Quick answer: Disable one AO source: either turn off SSAO where you bake AO into lightmaps, or skip baking AO and rely on SSAO, and tune the remaining one's intensity.
Ambient occlusion should darken contact areas once. If you both bake AO into the lightmap and run SSAO, crevices get darkened twice and look dirty. Picking a single AO source fixes it.
How to fix it
1. Decide on one AO source
Choose either baked AO (in the lightmapper's AO settings) or runtime SSAO/GTAO, not both, for the same surfaces. Stacking them is the root cause of crushed corners.
2. Disable baked AO if you keep SSAO
If SSAO/GTAO handles your contact shadows, turn off Ambient Occlusion in the lightmapper and rebake so the lightmap no longer pre-darkens crevices.
3. Or disable SSAO on baked geometry
If you prefer baked AO, reduce or disable SSAO (or restrict it to dynamic objects) so static crevices are not darkened a second time at runtime.
4. Tune the remaining AO intensity
With a single source active, dial its intensity and radius so occlusion reads as subtle contact shading rather than dirty black corners.
Catching the ones you can't reproduce
The hardest version of this to fix is the one you can't reproduce — it only happens on a player's hardware, OS, driver, or save state, under conditions that simply aren't present on your machine. A report that says “it crashed” or “it froze” gives you nothing to act on, so the bug survives release after release while quietly costing you players.
Automatic error capture closes that gap. Each failure arrives with its full stack trace, the device and OS, the build number, and a breadcrumb trail of what the player did right before it broke, so even a failure you have never seen becomes a specific, reproducible issue. Fold identical failures into one signature ranked by how many players each hits, and your worklist sorts itself worst-first instead of arriving as a stream of vague complaints.
This is where a tool like Bugnet earns its place. Its SDK captures every error automatically with the full stack trace plus device, OS, memory, build, and game-state context, folds duplicates into one grouped issue with an occurrence count, and ties each to the build it first appeared on — so you fix the problem that hurts the most players first and confirm it is gone when its signature disappears from the next release.
Reproduce it once with full context and the fix writes itself. The hunt is the expensive part.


Work order
Line by line, restate the material exactly.

Input for this task

· · · · ·

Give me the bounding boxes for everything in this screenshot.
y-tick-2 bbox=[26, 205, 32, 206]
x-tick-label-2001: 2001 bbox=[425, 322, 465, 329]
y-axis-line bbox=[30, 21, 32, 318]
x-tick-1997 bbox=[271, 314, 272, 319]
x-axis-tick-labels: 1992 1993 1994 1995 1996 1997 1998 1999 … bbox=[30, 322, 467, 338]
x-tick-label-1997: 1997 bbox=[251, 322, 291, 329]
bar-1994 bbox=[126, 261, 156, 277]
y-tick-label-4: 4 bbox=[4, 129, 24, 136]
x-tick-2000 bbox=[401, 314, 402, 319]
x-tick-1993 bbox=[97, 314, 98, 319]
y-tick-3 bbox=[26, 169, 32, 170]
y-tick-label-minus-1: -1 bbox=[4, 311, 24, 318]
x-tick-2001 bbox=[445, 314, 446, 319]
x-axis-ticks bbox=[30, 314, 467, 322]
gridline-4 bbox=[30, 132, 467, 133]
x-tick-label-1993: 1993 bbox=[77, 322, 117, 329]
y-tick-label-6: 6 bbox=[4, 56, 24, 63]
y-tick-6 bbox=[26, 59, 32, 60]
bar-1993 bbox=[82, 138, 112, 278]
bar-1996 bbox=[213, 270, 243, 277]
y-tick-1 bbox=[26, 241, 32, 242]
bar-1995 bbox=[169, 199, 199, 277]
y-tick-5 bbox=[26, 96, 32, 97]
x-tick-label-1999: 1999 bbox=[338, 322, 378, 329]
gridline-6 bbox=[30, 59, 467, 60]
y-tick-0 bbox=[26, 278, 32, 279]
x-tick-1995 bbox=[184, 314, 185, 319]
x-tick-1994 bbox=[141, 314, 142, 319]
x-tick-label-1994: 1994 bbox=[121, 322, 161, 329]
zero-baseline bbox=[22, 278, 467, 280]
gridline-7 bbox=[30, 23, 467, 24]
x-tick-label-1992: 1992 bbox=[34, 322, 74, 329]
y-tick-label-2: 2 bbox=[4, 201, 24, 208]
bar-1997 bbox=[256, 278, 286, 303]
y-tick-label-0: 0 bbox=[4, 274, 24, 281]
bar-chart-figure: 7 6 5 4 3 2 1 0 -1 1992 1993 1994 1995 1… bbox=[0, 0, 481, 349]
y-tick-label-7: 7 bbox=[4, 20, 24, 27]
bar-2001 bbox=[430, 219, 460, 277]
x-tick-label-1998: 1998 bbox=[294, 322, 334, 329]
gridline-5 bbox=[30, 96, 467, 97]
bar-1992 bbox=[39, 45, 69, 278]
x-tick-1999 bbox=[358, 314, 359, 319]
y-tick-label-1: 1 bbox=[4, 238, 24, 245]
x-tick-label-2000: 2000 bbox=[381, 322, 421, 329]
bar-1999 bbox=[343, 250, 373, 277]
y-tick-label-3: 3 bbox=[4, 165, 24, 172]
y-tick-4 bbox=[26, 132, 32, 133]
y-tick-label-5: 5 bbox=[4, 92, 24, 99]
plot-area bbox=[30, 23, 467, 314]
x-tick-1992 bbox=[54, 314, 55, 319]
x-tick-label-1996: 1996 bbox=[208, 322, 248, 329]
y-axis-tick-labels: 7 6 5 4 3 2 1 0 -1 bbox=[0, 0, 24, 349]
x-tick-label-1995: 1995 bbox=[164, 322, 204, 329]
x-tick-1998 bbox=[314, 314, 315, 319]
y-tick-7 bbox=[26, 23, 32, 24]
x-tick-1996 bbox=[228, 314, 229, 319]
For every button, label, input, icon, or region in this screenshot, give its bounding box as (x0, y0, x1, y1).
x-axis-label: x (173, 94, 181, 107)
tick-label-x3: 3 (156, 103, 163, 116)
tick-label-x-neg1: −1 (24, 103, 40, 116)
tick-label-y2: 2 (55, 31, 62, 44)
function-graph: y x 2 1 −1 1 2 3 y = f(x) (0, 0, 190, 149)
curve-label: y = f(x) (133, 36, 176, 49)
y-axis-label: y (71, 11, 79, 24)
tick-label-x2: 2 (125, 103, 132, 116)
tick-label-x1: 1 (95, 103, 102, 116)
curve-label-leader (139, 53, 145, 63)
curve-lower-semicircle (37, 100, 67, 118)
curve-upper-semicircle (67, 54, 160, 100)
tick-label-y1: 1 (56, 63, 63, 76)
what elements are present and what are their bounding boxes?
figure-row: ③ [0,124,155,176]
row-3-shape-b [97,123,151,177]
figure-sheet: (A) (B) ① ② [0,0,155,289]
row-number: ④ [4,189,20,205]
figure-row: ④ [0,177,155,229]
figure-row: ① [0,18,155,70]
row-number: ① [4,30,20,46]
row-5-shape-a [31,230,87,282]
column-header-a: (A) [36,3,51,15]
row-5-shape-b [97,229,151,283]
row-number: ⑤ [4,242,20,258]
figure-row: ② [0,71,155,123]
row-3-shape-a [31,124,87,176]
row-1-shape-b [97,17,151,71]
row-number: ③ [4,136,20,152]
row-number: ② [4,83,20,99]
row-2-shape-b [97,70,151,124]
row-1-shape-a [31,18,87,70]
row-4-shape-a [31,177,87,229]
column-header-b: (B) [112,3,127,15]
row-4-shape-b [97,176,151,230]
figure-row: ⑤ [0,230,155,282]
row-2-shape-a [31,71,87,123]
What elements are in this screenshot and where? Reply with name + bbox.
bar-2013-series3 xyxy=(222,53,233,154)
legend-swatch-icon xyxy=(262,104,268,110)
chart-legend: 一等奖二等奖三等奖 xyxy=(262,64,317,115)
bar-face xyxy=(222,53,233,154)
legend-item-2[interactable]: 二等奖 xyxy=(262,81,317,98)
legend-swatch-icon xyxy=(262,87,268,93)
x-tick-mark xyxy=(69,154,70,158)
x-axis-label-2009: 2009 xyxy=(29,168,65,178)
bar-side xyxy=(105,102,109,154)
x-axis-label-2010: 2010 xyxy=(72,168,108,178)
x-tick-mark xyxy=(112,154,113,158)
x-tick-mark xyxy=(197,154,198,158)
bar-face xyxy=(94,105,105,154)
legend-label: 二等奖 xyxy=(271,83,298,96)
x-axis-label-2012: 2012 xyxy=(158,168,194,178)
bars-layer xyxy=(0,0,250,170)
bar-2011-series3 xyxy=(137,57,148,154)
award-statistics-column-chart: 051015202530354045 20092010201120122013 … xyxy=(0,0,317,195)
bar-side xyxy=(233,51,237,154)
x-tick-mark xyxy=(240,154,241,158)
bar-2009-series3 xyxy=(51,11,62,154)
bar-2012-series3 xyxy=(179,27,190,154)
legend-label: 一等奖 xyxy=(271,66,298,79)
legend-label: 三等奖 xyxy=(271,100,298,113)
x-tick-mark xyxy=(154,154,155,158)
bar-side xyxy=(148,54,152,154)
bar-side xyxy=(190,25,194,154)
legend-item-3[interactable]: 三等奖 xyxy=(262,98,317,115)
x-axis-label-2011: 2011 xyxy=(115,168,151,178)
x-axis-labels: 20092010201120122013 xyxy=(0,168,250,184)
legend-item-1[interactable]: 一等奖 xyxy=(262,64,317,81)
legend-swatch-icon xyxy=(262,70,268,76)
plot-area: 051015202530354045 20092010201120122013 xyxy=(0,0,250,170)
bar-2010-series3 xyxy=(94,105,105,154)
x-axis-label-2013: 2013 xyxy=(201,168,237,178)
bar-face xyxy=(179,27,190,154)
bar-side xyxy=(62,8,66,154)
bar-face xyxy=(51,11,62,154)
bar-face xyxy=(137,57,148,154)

· · · · ·

Written reply
Give me the bounding boxes for everything in this screenshot.
y-tick-2 bbox=[26, 205, 32, 206]
x-tick-label-2001: 2001 bbox=[425, 322, 465, 329]
y-axis-line bbox=[30, 21, 32, 318]
x-tick-1997 bbox=[271, 314, 272, 319]
x-axis-tick-labels: 1992 1993 1994 1995 1996 1997 1998 1999 … bbox=[30, 322, 467, 338]
x-tick-label-1997: 1997 bbox=[251, 322, 291, 329]
bar-1994 bbox=[126, 261, 156, 277]
y-tick-label-4: 4 bbox=[4, 129, 24, 136]
x-tick-2000 bbox=[401, 314, 402, 319]
x-tick-1993 bbox=[97, 314, 98, 319]
y-tick-3 bbox=[26, 169, 32, 170]
y-tick-label-minus-1: -1 bbox=[4, 311, 24, 318]
x-tick-2001 bbox=[445, 314, 446, 319]
x-axis-ticks bbox=[30, 314, 467, 322]
gridline-4 bbox=[30, 132, 467, 133]
x-tick-label-1993: 1993 bbox=[77, 322, 117, 329]
y-tick-label-6: 6 bbox=[4, 56, 24, 63]
y-tick-6 bbox=[26, 59, 32, 60]
bar-1993 bbox=[82, 138, 112, 278]
bar-1996 bbox=[213, 270, 243, 277]
y-tick-1 bbox=[26, 241, 32, 242]
bar-1995 bbox=[169, 199, 199, 277]
y-tick-5 bbox=[26, 96, 32, 97]
x-tick-label-1999: 1999 bbox=[338, 322, 378, 329]
gridline-6 bbox=[30, 59, 467, 60]
y-tick-0 bbox=[26, 278, 32, 279]
x-tick-1995 bbox=[184, 314, 185, 319]
x-tick-1994 bbox=[141, 314, 142, 319]
x-tick-label-1994: 1994 bbox=[121, 322, 161, 329]
zero-baseline bbox=[22, 278, 467, 280]
gridline-7 bbox=[30, 23, 467, 24]
x-tick-label-1992: 1992 bbox=[34, 322, 74, 329]
y-tick-label-2: 2 bbox=[4, 201, 24, 208]
bar-1997 bbox=[256, 278, 286, 303]
y-tick-label-0: 0 bbox=[4, 274, 24, 281]
bar-chart-figure: 7 6 5 4 3 2 1 0 -1 1992 1993 1994 1995 1… bbox=[0, 0, 481, 349]
y-tick-label-7: 7 bbox=[4, 20, 24, 27]
bar-2001 bbox=[430, 219, 460, 277]
x-tick-label-1998: 1998 bbox=[294, 322, 334, 329]
gridline-5 bbox=[30, 96, 467, 97]
bar-1992 bbox=[39, 45, 69, 278]
x-tick-1999 bbox=[358, 314, 359, 319]
y-tick-label-1: 1 bbox=[4, 238, 24, 245]
x-tick-label-2000: 2000 bbox=[381, 322, 421, 329]
bar-1999 bbox=[343, 250, 373, 277]
y-tick-label-3: 3 bbox=[4, 165, 24, 172]
y-tick-4 bbox=[26, 132, 32, 133]
y-tick-label-5: 5 bbox=[4, 92, 24, 99]
plot-area bbox=[30, 23, 467, 314]
x-tick-1992 bbox=[54, 314, 55, 319]
x-tick-label-1996: 1996 bbox=[208, 322, 248, 329]
y-axis-tick-labels: 7 6 5 4 3 2 1 0 -1 bbox=[0, 0, 24, 349]
x-tick-label-1995: 1995 bbox=[164, 322, 204, 329]
x-tick-1998 bbox=[314, 314, 315, 319]
y-tick-7 bbox=[26, 23, 32, 24]
x-tick-1996 bbox=[228, 314, 229, 319]
For every button, label, input, icon, or region in this screenshot, give its bounding box as (x0, y0, x1, y1).
x-axis-label: x (173, 94, 181, 107)
tick-label-x3: 3 (156, 103, 163, 116)
tick-label-x-neg1: −1 (24, 103, 40, 116)
tick-label-y2: 2 (55, 31, 62, 44)
function-graph: y x 2 1 −1 1 2 3 y = f(x) (0, 0, 190, 149)
curve-label: y = f(x) (133, 36, 176, 49)
y-axis-label: y (71, 11, 79, 24)
tick-label-x2: 2 (125, 103, 132, 116)
tick-label-x1: 1 (95, 103, 102, 116)
curve-label-leader (139, 53, 145, 63)
curve-lower-semicircle (37, 100, 67, 118)
curve-upper-semicircle (67, 54, 160, 100)
tick-label-y1: 1 (56, 63, 63, 76)
what elements are present and what are their bounding boxes?
figure-row: ③ [0,124,155,176]
row-3-shape-b [97,123,151,177]
figure-sheet: (A) (B) ① ② [0,0,155,289]
row-number: ④ [4,189,20,205]
figure-row: ④ [0,177,155,229]
figure-row: ① [0,18,155,70]
row-number: ① [4,30,20,46]
row-5-shape-a [31,230,87,282]
column-header-a: (A) [36,3,51,15]
row-5-shape-b [97,229,151,283]
row-number: ⑤ [4,242,20,258]
figure-row: ② [0,71,155,123]
row-3-shape-a [31,124,87,176]
row-1-shape-b [97,17,151,71]
row-number: ③ [4,136,20,152]
row-number: ② [4,83,20,99]
row-2-shape-b [97,70,151,124]
row-1-shape-a [31,18,87,70]
row-4-shape-a [31,177,87,229]
column-header-b: (B) [112,3,127,15]
row-4-shape-b [97,176,151,230]
figure-row: ⑤ [0,230,155,282]
row-2-shape-a [31,71,87,123]
What elements are in this screenshot and where? Reply with name + bbox.
bar-2013-series3 xyxy=(222,53,233,154)
legend-swatch-icon xyxy=(262,104,268,110)
chart-legend: 一等奖二等奖三等奖 xyxy=(262,64,317,115)
bar-face xyxy=(222,53,233,154)
legend-item-2[interactable]: 二等奖 xyxy=(262,81,317,98)
legend-swatch-icon xyxy=(262,87,268,93)
x-tick-mark xyxy=(69,154,70,158)
x-axis-label-2009: 2009 xyxy=(29,168,65,178)
bar-side xyxy=(105,102,109,154)
x-axis-label-2010: 2010 xyxy=(72,168,108,178)
x-tick-mark xyxy=(112,154,113,158)
x-tick-mark xyxy=(197,154,198,158)
bar-face xyxy=(94,105,105,154)
legend-label: 二等奖 xyxy=(271,83,298,96)
x-axis-label-2012: 2012 xyxy=(158,168,194,178)
bars-layer xyxy=(0,0,250,170)
bar-2011-series3 xyxy=(137,57,148,154)
award-statistics-column-chart: 051015202530354045 20092010201120122013 … xyxy=(0,0,317,195)
bar-side xyxy=(233,51,237,154)
x-tick-mark xyxy=(240,154,241,158)
bar-2009-series3 xyxy=(51,11,62,154)
bar-2012-series3 xyxy=(179,27,190,154)
legend-label: 一等奖 xyxy=(271,66,298,79)
legend-label: 三等奖 xyxy=(271,100,298,113)
x-tick-mark xyxy=(154,154,155,158)
bar-side xyxy=(148,54,152,154)
bar-side xyxy=(190,25,194,154)
legend-item-3[interactable]: 三等奖 xyxy=(262,98,317,115)
x-axis-label-2011: 2011 xyxy=(115,168,151,178)
x-axis-labels: 20092010201120122013 xyxy=(0,168,250,184)
legend-item-1[interactable]: 一等奖 xyxy=(262,64,317,81)
legend-swatch-icon xyxy=(262,70,268,76)
plot-area: 051015202530354045 20092010201120122013 xyxy=(0,0,250,170)
bar-2010-series3 xyxy=(94,105,105,154)
x-axis-label-2013: 2013 xyxy=(201,168,237,178)
bar-face xyxy=(179,27,190,154)
bar-side xyxy=(62,8,66,154)
bar-face xyxy=(51,11,62,154)
bar-face xyxy=(137,57,148,154)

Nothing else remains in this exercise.